There was grave anxiety for the morals of the whole nation. The city was growing too fast. By 1850 it had passed the half-million mark! The churches were not numerous enough to hold a quarter of the population, yet most of them were sparsely attended.

The American home was collapsing. Dr. Chirnside preached on the exalted cost of living, and stated that church weddings were on the decrease. The hotel was ruining the family. Rents were so exorbitant, servants so scarce and incompetent, that people were giving up the domesticity of the good old days.

Business detained the husband downtown, and he took his midday dinner at Sweeny’s or Delmonico’s, where he could have poultry or sirloin steak for a shilling and sixpence. And his wife and daughters, unwilling to eat alone, went to Weller’s or Taylor’s and had a fricandeau, an ice, or a meringue. Ladies’ saloons were numerous and magnificent and wives could buy ready-made meals there; so they forgot how to cook. The care of children no longer concerned them. Women were losing all the retiring charm that had hitherto given them their divine power over men.

The clergy bewailed the approaching collapse of a nation that had forgotten God—or had never remembered him. There was a movement afoot to amend the Constitution with an acknowledgment of the Deity and “take the stain of atheism from that all-important document.”

These were the Sunday thoughts.

In contrast were the Fourth of July thoughts, when the country sang its own hallelujahs and, like another deity, contentedly meditated its own perfections. On these occasions every American man was better than any foreigner, and American women were all saints.

And there were the Election Day moods, when the country split up into parties for a few weeks, and played tennis with mutual charges of corruption, thievery, treason. Then there was Christmas, when everybody loved everybody; and New Year’s Day, when everybody called on everybody and got a little drunk on good wishes and the toasts that went with them.

David RoBards had his personal seasons; his feast days and fast days in his own soul. Everybody treated him with respect as a man of unblemished life in a home of unsullied reputation.

Then Patty met him with a doleful word:

“We’ve got to give an At Home right away. Don’t stand staring! We’ve gone out dozens of times and accepted no end of hospitality. We simply must pay our debts.”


◆ Exercise instructions
Make an exact copy of the records, omitting all images.

◆ Data to use
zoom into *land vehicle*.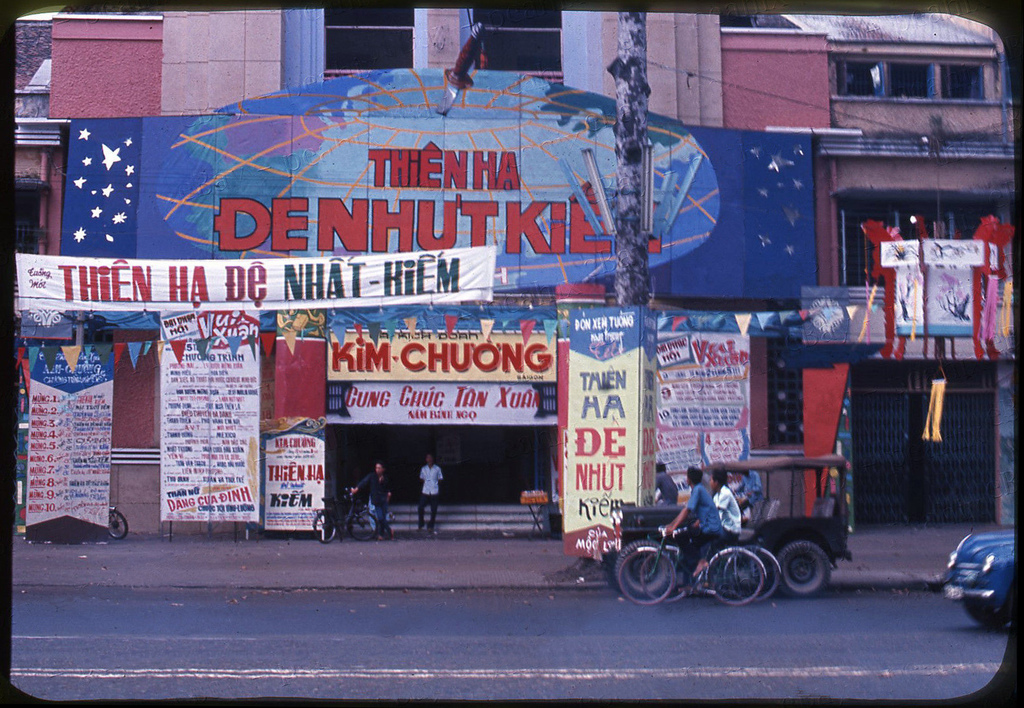
Zoom target: <region>943, 526, 1014, 634</region>.
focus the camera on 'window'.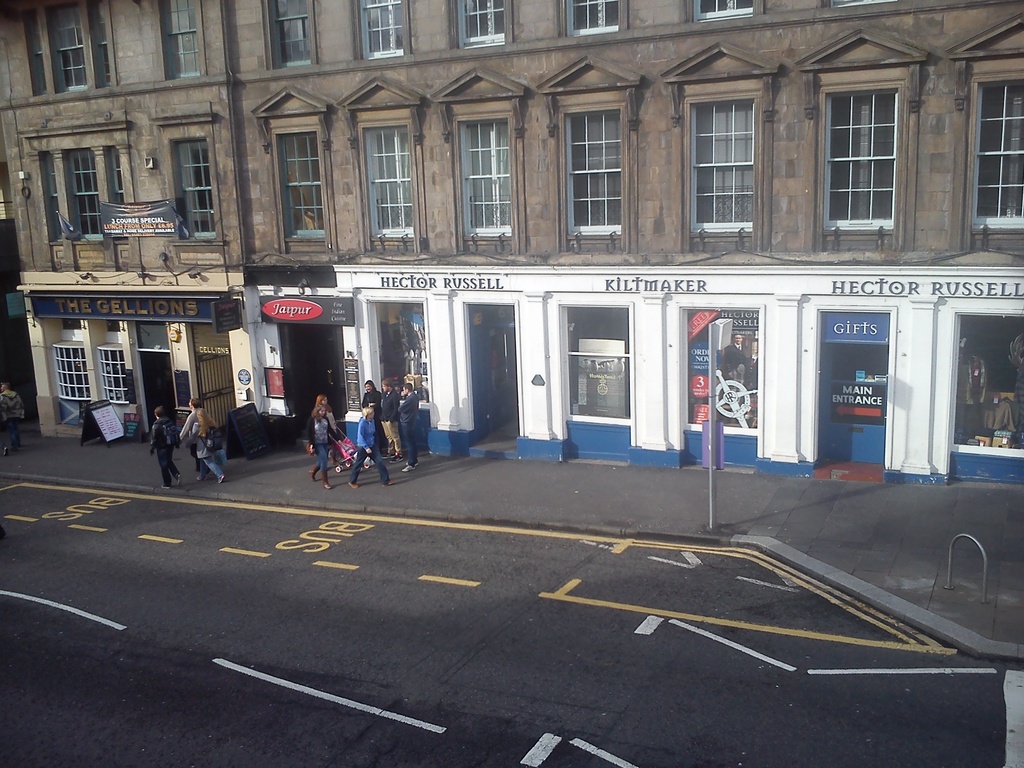
Focus region: rect(161, 0, 207, 79).
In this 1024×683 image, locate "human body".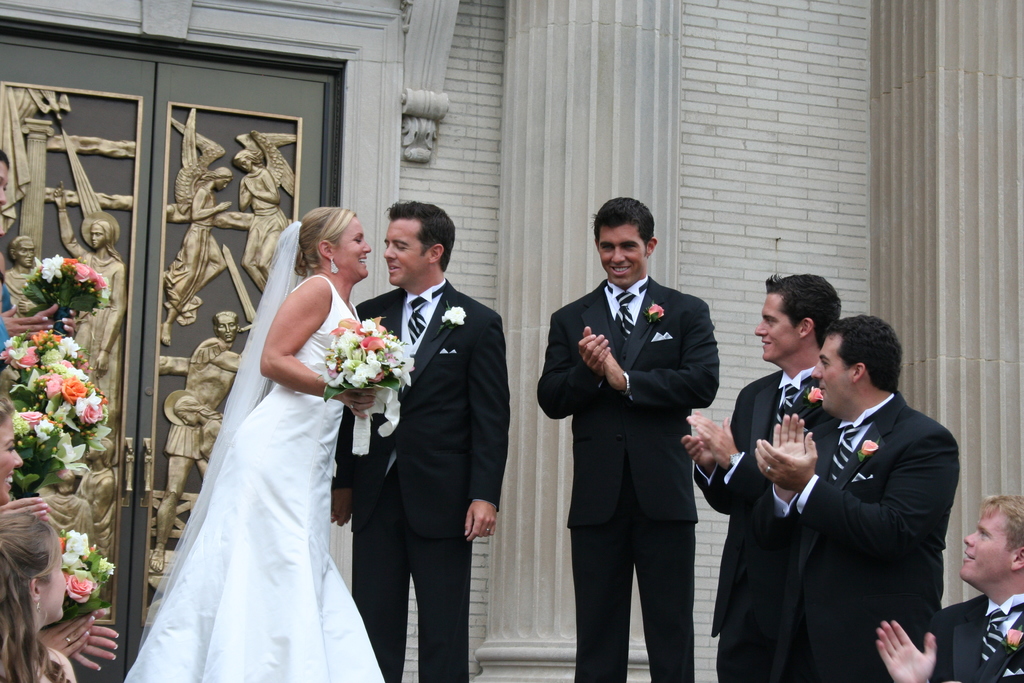
Bounding box: locate(325, 199, 513, 682).
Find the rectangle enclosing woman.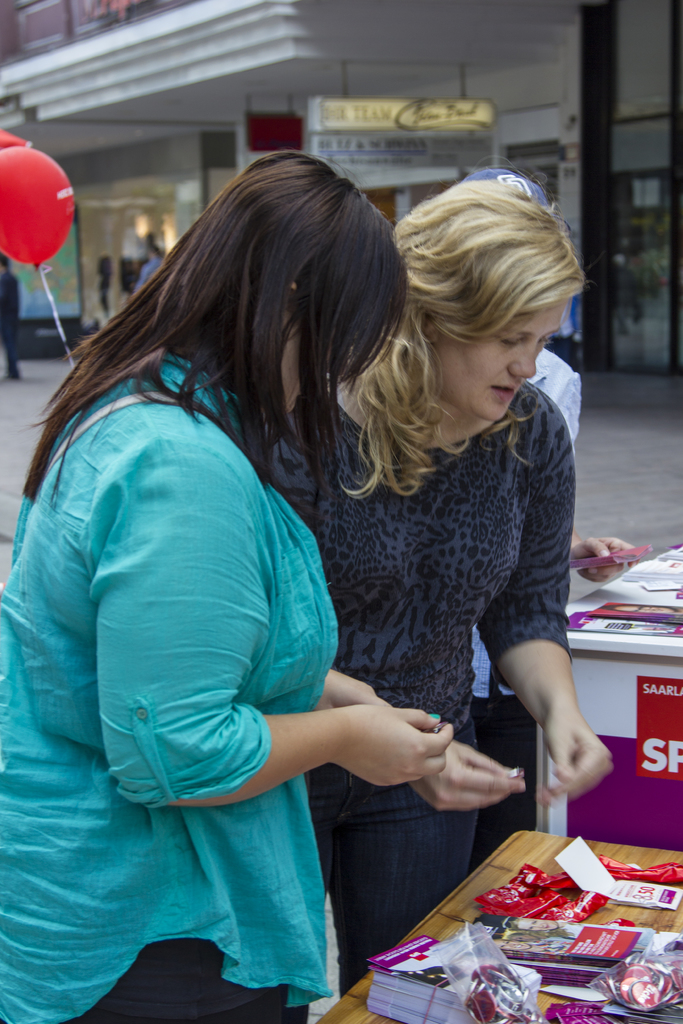
<region>262, 175, 618, 998</region>.
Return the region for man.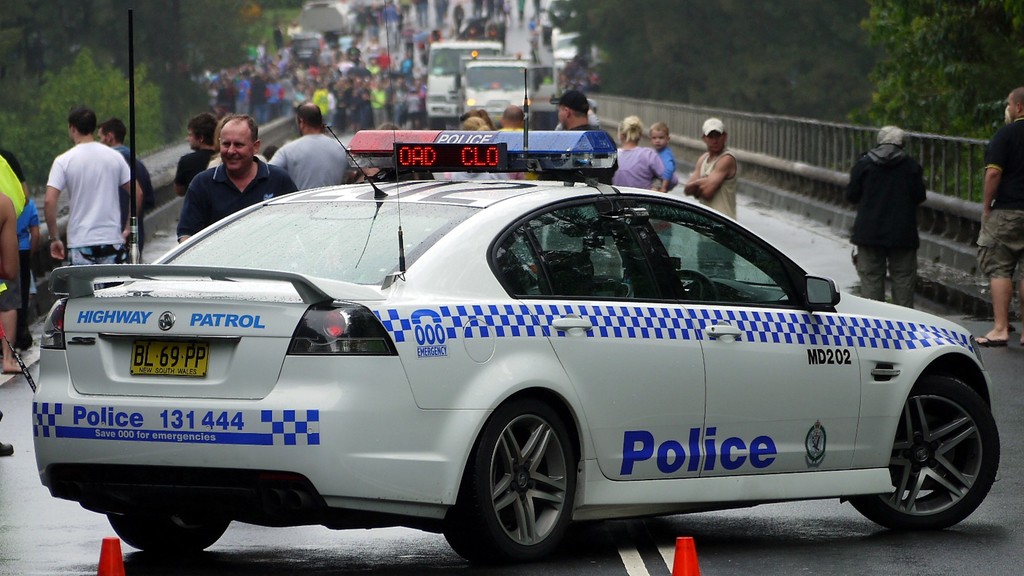
{"x1": 264, "y1": 98, "x2": 352, "y2": 192}.
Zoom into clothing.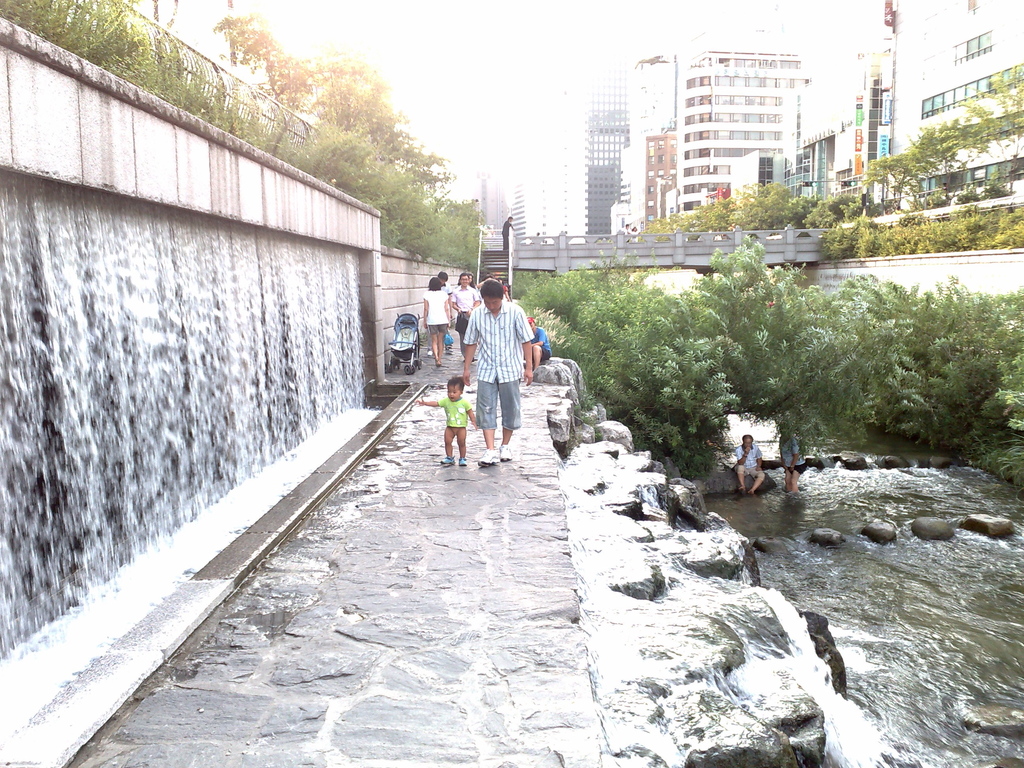
Zoom target: 422,296,454,338.
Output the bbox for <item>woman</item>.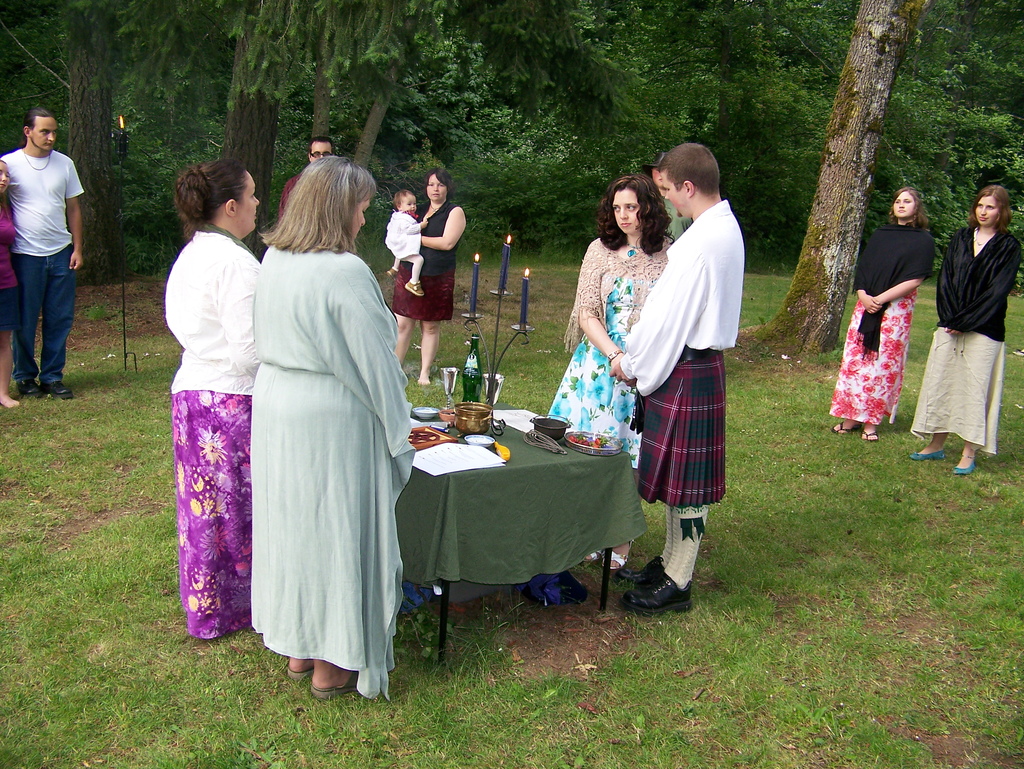
x1=391 y1=172 x2=465 y2=385.
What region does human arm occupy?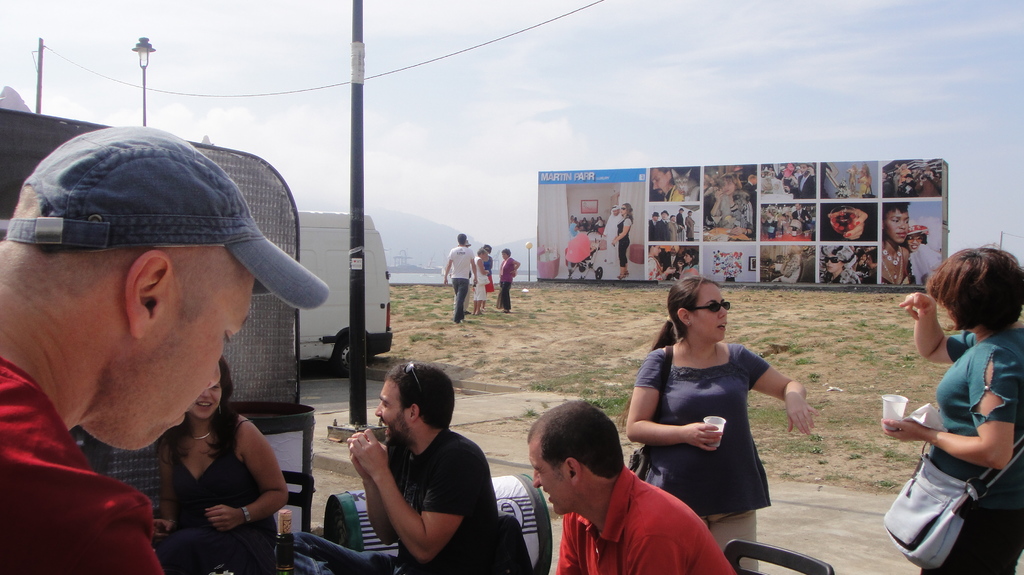
locate(467, 251, 481, 280).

◆ Task answer
zoom into *land vehicle*.
Zoom target: <region>943, 526, 1014, 634</region>.
focus the camera on 'window'.
Focus region: rect(161, 0, 207, 79).
In this 1024×683 image, locate "human body".
Bounding box: locate(325, 199, 513, 682).
Find the rectangle enclosing woman.
<region>262, 175, 618, 998</region>.
Return the region for man.
{"x1": 264, "y1": 98, "x2": 352, "y2": 192}.
Zoom into clothing.
Zoom target: 422,296,454,338.
Output the bbox for <item>woman</item>.
x1=391 y1=172 x2=465 y2=385.
What region does human arm occupy?
locate(467, 251, 481, 280).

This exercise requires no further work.